AI will click your cursor
Watching a computer use a computer helps to feel the future a bit more
There is an unseen hand at your mouse, guiding the cursor. It reads the screen, clicks, scrolls, and types out words on the keyboard—mimicking a skilled user—is it a skilled user? The AI takes screenshots with slow, deliberate blinks, each a fleeting glimpse dragging together the meaning of the human interface into the AI mind. It navigates menus, opens documents, and pulls data together from other programs, the internet, and the depths of your servers.

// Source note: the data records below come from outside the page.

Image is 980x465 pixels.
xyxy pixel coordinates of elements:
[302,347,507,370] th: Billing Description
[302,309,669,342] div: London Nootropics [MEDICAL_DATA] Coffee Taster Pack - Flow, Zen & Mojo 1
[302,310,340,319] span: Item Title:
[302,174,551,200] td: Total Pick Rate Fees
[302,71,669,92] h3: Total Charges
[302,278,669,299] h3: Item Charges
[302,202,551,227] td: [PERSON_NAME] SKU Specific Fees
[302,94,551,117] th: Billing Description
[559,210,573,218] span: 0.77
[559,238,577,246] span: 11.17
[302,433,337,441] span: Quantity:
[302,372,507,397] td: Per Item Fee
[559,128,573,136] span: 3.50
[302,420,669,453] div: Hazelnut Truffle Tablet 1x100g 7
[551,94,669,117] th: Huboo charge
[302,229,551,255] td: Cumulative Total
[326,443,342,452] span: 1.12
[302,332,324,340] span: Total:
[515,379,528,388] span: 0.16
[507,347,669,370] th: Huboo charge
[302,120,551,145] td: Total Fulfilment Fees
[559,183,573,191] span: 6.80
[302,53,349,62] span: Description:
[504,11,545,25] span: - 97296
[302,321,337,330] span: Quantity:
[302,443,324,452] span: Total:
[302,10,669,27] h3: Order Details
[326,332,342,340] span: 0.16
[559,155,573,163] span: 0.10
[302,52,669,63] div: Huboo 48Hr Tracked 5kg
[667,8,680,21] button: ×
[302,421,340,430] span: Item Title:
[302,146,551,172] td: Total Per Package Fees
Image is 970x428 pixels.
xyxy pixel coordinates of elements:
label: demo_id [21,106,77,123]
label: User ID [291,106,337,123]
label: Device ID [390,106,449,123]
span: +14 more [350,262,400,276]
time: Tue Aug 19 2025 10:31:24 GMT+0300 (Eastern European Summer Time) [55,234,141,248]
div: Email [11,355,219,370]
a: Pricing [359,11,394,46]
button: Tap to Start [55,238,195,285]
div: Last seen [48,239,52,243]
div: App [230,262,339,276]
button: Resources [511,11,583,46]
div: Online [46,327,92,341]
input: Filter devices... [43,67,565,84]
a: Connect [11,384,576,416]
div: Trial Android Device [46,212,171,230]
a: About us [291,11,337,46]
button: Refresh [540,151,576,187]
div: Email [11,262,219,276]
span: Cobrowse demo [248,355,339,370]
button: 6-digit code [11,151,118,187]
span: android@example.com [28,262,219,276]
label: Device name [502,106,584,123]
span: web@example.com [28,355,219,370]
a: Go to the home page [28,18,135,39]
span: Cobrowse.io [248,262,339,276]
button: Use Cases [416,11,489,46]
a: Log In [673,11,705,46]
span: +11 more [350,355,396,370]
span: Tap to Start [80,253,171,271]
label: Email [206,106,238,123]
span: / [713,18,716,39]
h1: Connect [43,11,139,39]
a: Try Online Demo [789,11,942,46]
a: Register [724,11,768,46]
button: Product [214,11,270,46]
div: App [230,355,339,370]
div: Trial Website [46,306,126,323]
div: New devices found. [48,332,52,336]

You return with a cup of tea to review the AI’s products and strategy overview. Like a trusted associate, it’s revised a shaky section of the documents based on a chat with the client two weeks ago that you’d forgotten about and pulled up materials from the firm’s research software to provide context for a tricky analysis. It’s even anticipated your next question: “Can we get this out before 6pm?” You have dinner plans, and the AI knows that there’s shared context between your job and your personal life.
Claude Sonnet 3.5
Anthropic announced a pair of upgraded AI foundation models this week: Claude Sonnet 3.5 and Claude Haiku 3.5. Sonnet introduces another groundbreaking capability via Anthropic’s API: "computer use”. Sonnet can navigate standard computer interfaces like a human, performing actions like clicking, typing, and reading screens. This lets Sonnet flow through software environments designed for people, leveraging software tools as if the AI is both program and end-user. It’s a player piano without the sheet music.
Although it is publicly available, it remains experimental, showing some early limitations like difficulty with dynamic screen interactions and occasional errors. Nevertheless, early adopting companies are exploring its potential for the central suggested use case of automating complex tasks. Concerns remain about security risks, particularly prompt injection attacks—where the AI could be manipulated into taking actions on your computer through malicious inputs. Anthropic is aware and cautious, emphasizing the need for developers to handle this beta feature carefully, especially as its present performance remains below human proficiency.
The release again pushes the evolving capabilities of AI in performing human tasks while underscoring the ongoing challenges in security, reliability, and effective deployment—even more exciting possibilities for task and workflow automation, even more relentless significant concerns about potential vulnerabilities and proper use.